Cristina Iglesias started studying Chemistry but then switched to drawing and ceramics before focusing on sculpture in 1980 and 1982 at the Chelsea School of Arts in London. She then developed a new concept of sculpture that includes context and space as part of the work. In 1988, she was awarded a Fulbright Scholarship to study in the USA.
Her work experiments with a plethora of materials including metals such as copper and steel, alabaster, resin, crystal, esparto grass, concrete and water. She also uses engraving as a for of expression, and everything necessary to create new spaces with natural echoes that hide and insinuate more than they show. The experience of the viewer is the cornerstone of her work. Space is therefore dramatised by an exercise in light and shadow that draws on the penetrable, architectural forms in her pieces. For example, mazes of structures appear frequently in her works: they enable viewers to relate to works in a different way each time they enter them, as if becoming entangled in a wood. “My pieces are only finished once they are installed and each exhibition creates specific resources and is sensitive to a certain space”, she explains.
Cristina Iglesias represented Spain at the Venice Bienniale in 1986 and 1993, won the National Award for Plastic Arts in 1999 and the Grand Prix for Best Living Artist at Arco 2009. In 2012 she was awarded the Berliner Kunstpreis.
During her artistic career, Iglesias has exhibited at the Juana de Aizpuru Gallery (Seville, 1984); the Musée d’Art Contemporain de Bordeaux (Bordeaux, France, 1987); the Reina Sofía (Madrid, 1988, 1993, 1997, 2005, 2012 and 2013); Malaga Fine Arts Museum (1988); the Art Gallery of York University (Toronto, Canada, 1992); the Guggenheim Museum Bilbao (1997); the Solomon R. Guggenheim Museum (New York, 1997); the Whitechapel Gallery (London, 2003); the Marian Goodman Gallery (New York, 2005 and 2011); the Casa de la Moneda (Madrid, 2015); and the Centro Botín (Santander, 2018), among other venues.
Her most important permanent public works are those at the gates and entrance of the Museo Nacional del Prado, Three Waters in Toledo, Forgotten Streams in the City of London, Deep Fountain in Leopold de Waelplaats square in Antwerp and From the Underground in the Renzo Piano building at the Centro Botín.
Cristina Iglesias started studying Chemistry but then switched to drawing and ceramics before focusing on sculpture in 1980 and 1982 at the Chelsea School of Arts in London. She then developed a new concept of sculpture that includes context and space as part of the work. In 1988, she was awarded a Fulbright Scholarship to study in the USA.
Her work experiments with a plethora of materials including metals such as copper and steel, alabaster, resin, crystal, esparto grass, concrete and water. She also uses engraving as a for of expression, and everything necessary to create new spaces with natural echoes that hide and insinuate more than they show. The experience of the viewer is the cornerstone of her work. Space is therefore dramatised by an exercise in light and shadow that draws on the penetrable, architectural forms in her pieces. For example, mazes of structures appear frequently in her works: they enable viewers to relate to works in a different way each time they enter them, as if becoming entangled in a wood. “My pieces are only finished once they are installed and each exhibition creates specific resources and is sensitive to a certain space”, she explains.
Cristina Iglesias represented Spain at the Venice Bienniale in 1986 and 1993, won the National Award for Plastic Arts in 1999 and the Grand Prix for Best Living Artist at Arco 2009. In 2012 she was awarded the Berliner Kunstpreis.
During her artistic career, Iglesias has exhibited at the Juana de Aizpuru Gallery (Seville, 1984); the Musée d’Art Contemporain de Bordeaux (Bordeaux, France, 1987); the Reina Sofía (Madrid, 1988, 1993, 1997, 2005, 2012 and 2013); Malaga Fine Arts Museum (1988); the Art Gallery of York University (Toronto, Canada, 1992); the Guggenheim Museum Bilbao (1997); the Solomon R. Guggenheim Museum (New York, 1997); the Whitechapel Gallery (London, 2003); the Marian Goodman Gallery (New York, 2005 and 2011); the Casa de la Moneda (Madrid, 2015); and the Centro Botín (Santander, 2018), among other venues.
Her most important permanent public works are those at the gates and entrance of the Museo Nacional del Prado, Three Waters in Toledo, Forgotten Streams in the City of London, Deep Fountain in Leopold de Waelplaats square in Antwerp and From the Underground in the Renzo Piano building at the Centro Botín.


:: Instructions for the task ::
Copy every entry verbatim and skip the pictures.

[Dataset records on visual material]
_ _ _ _

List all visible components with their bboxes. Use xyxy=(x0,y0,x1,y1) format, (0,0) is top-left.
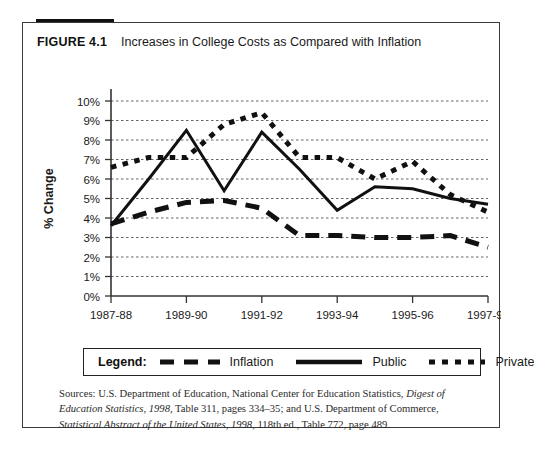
source-note: Sources: U.S. Department of Education, N… xyxy=(59,386,469,432)
chart-area: 0%1%2%3%4%5%6%7%8%9%10% 1987-881989-9019… xyxy=(23,53,501,333)
svg-text:6%: 6% xyxy=(83,174,100,186)
svg-text:2%: 2% xyxy=(83,252,100,264)
svg-text:1993-94: 1993-94 xyxy=(316,309,359,321)
source-line2-italic2: Statistical Abstract of the xyxy=(59,419,166,430)
svg-text:1991-92: 1991-92 xyxy=(241,309,283,321)
dashed-line-icon xyxy=(159,357,221,367)
source-line1-a: Sources: U.S. Department of Education, N… xyxy=(59,388,406,399)
svg-text:4%: 4% xyxy=(83,213,100,225)
source-line3-italic: United States, 1998, xyxy=(169,419,255,430)
legend-label-inflation: Inflation xyxy=(230,355,274,369)
svg-text:7%: 7% xyxy=(83,154,100,166)
series-line-private xyxy=(111,113,488,212)
svg-text:1997-98: 1997-98 xyxy=(467,309,501,321)
legend-title: Legend: xyxy=(98,355,147,369)
data-series-layer xyxy=(111,113,488,248)
svg-text:8%: 8% xyxy=(83,135,100,147)
figure-title-row: FIGURE 4.1 Increases in College Costs as… xyxy=(37,35,489,55)
page-title: Increases in College Costs as Compared w… xyxy=(121,35,421,49)
svg-text:10%: 10% xyxy=(77,96,100,108)
figure-number: FIGURE 4.1 xyxy=(37,35,107,49)
svg-text:1995-96: 1995-96 xyxy=(391,309,433,321)
svg-text:5%: 5% xyxy=(83,193,100,205)
solid-line-icon xyxy=(295,357,363,367)
y-axis-ticks xyxy=(105,101,111,296)
x-axis-ticks xyxy=(111,296,488,303)
source-line2-a: Table 311, pages 334–35; and U.S. Depart… xyxy=(173,403,439,414)
series-line-inflation xyxy=(111,200,488,247)
legend-item-private: Private xyxy=(428,355,534,369)
dotted-line-icon xyxy=(428,357,486,367)
svg-text:3%: 3% xyxy=(83,232,100,244)
legend-item-inflation: Inflation xyxy=(159,355,274,369)
line-chart: 0%1%2%3%4%5%6%7%8%9%10% 1987-881989-9019… xyxy=(23,53,501,333)
svg-text:1989-90: 1989-90 xyxy=(165,309,207,321)
legend-label-private: Private xyxy=(495,355,534,369)
source-line3-a: 118th ed., Table 772, page 489. xyxy=(255,419,390,430)
svg-text:1%: 1% xyxy=(83,271,100,283)
svg-text:9%: 9% xyxy=(83,115,100,127)
y-axis-title: % Change xyxy=(42,168,56,228)
y-axis-tick-labels: 0%1%2%3%4%5%6%7%8%9%10% xyxy=(77,96,100,303)
svg-text:% Change: % Change xyxy=(42,168,56,228)
figure-frame: FIGURE 4.1 Increases in College Costs as… xyxy=(22,22,500,428)
svg-text:0%: 0% xyxy=(83,291,100,303)
source-line2-italic: Statistics, 1998, xyxy=(105,403,172,414)
svg-text:1987-88: 1987-88 xyxy=(90,309,132,321)
legend-label-public: Public xyxy=(372,355,406,369)
gridlines xyxy=(111,101,488,277)
x-axis-tick-labels: 1987-881989-901991-921993-941995-961997-… xyxy=(90,309,501,321)
chart-legend: Legend: Inflation Public Private xyxy=(83,348,481,376)
legend-item-public: Public xyxy=(295,355,406,369)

_ _ _ _

:: Your response ::
List all visible components with their bboxes. Use xyxy=(x0,y0,x1,y1) format, (0,0) is top-left.
source-note: Sources: U.S. Department of Education, N… xyxy=(59,386,469,432)
chart-area: 0%1%2%3%4%5%6%7%8%9%10% 1987-881989-9019… xyxy=(23,53,501,333)
svg-text:6%: 6% xyxy=(83,174,100,186)
svg-text:2%: 2% xyxy=(83,252,100,264)
svg-text:1993-94: 1993-94 xyxy=(316,309,359,321)
source-line2-italic2: Statistical Abstract of the xyxy=(59,419,166,430)
svg-text:1991-92: 1991-92 xyxy=(241,309,283,321)
dashed-line-icon xyxy=(159,357,221,367)
source-line1-a: Sources: U.S. Department of Education, N… xyxy=(59,388,406,399)
svg-text:4%: 4% xyxy=(83,213,100,225)
source-line3-italic: United States, 1998, xyxy=(169,419,255,430)
legend-label-inflation: Inflation xyxy=(230,355,274,369)
svg-text:7%: 7% xyxy=(83,154,100,166)
series-line-private xyxy=(111,113,488,212)
svg-text:1997-98: 1997-98 xyxy=(467,309,501,321)
legend-title: Legend: xyxy=(98,355,147,369)
data-series-layer xyxy=(111,113,488,248)
svg-text:8%: 8% xyxy=(83,135,100,147)
figure-title-row: FIGURE 4.1 Increases in College Costs as… xyxy=(37,35,489,55)
page-title: Increases in College Costs as Compared w… xyxy=(121,35,421,49)
svg-text:10%: 10% xyxy=(77,96,100,108)
figure-number: FIGURE 4.1 xyxy=(37,35,107,49)
svg-text:1995-96: 1995-96 xyxy=(391,309,433,321)
svg-text:5%: 5% xyxy=(83,193,100,205)
solid-line-icon xyxy=(295,357,363,367)
y-axis-ticks xyxy=(105,101,111,296)
x-axis-ticks xyxy=(111,296,488,303)
source-line2-a: Table 311, pages 334–35; and U.S. Depart… xyxy=(173,403,439,414)
series-line-inflation xyxy=(111,200,488,247)
legend-item-private: Private xyxy=(428,355,534,369)
dotted-line-icon xyxy=(428,357,486,367)
svg-text:3%: 3% xyxy=(83,232,100,244)
legend-item-inflation: Inflation xyxy=(159,355,274,369)
line-chart: 0%1%2%3%4%5%6%7%8%9%10% 1987-881989-9019… xyxy=(23,53,501,333)
svg-text:1989-90: 1989-90 xyxy=(165,309,207,321)
legend-label-private: Private xyxy=(495,355,534,369)
source-line3-a: 118th ed., Table 772, page 489. xyxy=(255,419,390,430)
svg-text:1%: 1% xyxy=(83,271,100,283)
svg-text:9%: 9% xyxy=(83,115,100,127)
y-axis-title: % Change xyxy=(42,168,56,228)
y-axis-tick-labels: 0%1%2%3%4%5%6%7%8%9%10% xyxy=(77,96,100,303)
svg-text:% Change: % Change xyxy=(42,168,56,228)
figure-frame: FIGURE 4.1 Increases in College Costs as… xyxy=(22,22,500,428)
svg-text:0%: 0% xyxy=(83,291,100,303)
source-line2-italic: Statistics, 1998, xyxy=(105,403,172,414)
svg-text:1987-88: 1987-88 xyxy=(90,309,132,321)
legend-label-public: Public xyxy=(372,355,406,369)
gridlines xyxy=(111,101,488,277)
x-axis-tick-labels: 1987-881989-901991-921993-941995-961997-… xyxy=(90,309,501,321)
chart-legend: Legend: Inflation Public Private xyxy=(83,348,481,376)
legend-item-public: Public xyxy=(295,355,406,369)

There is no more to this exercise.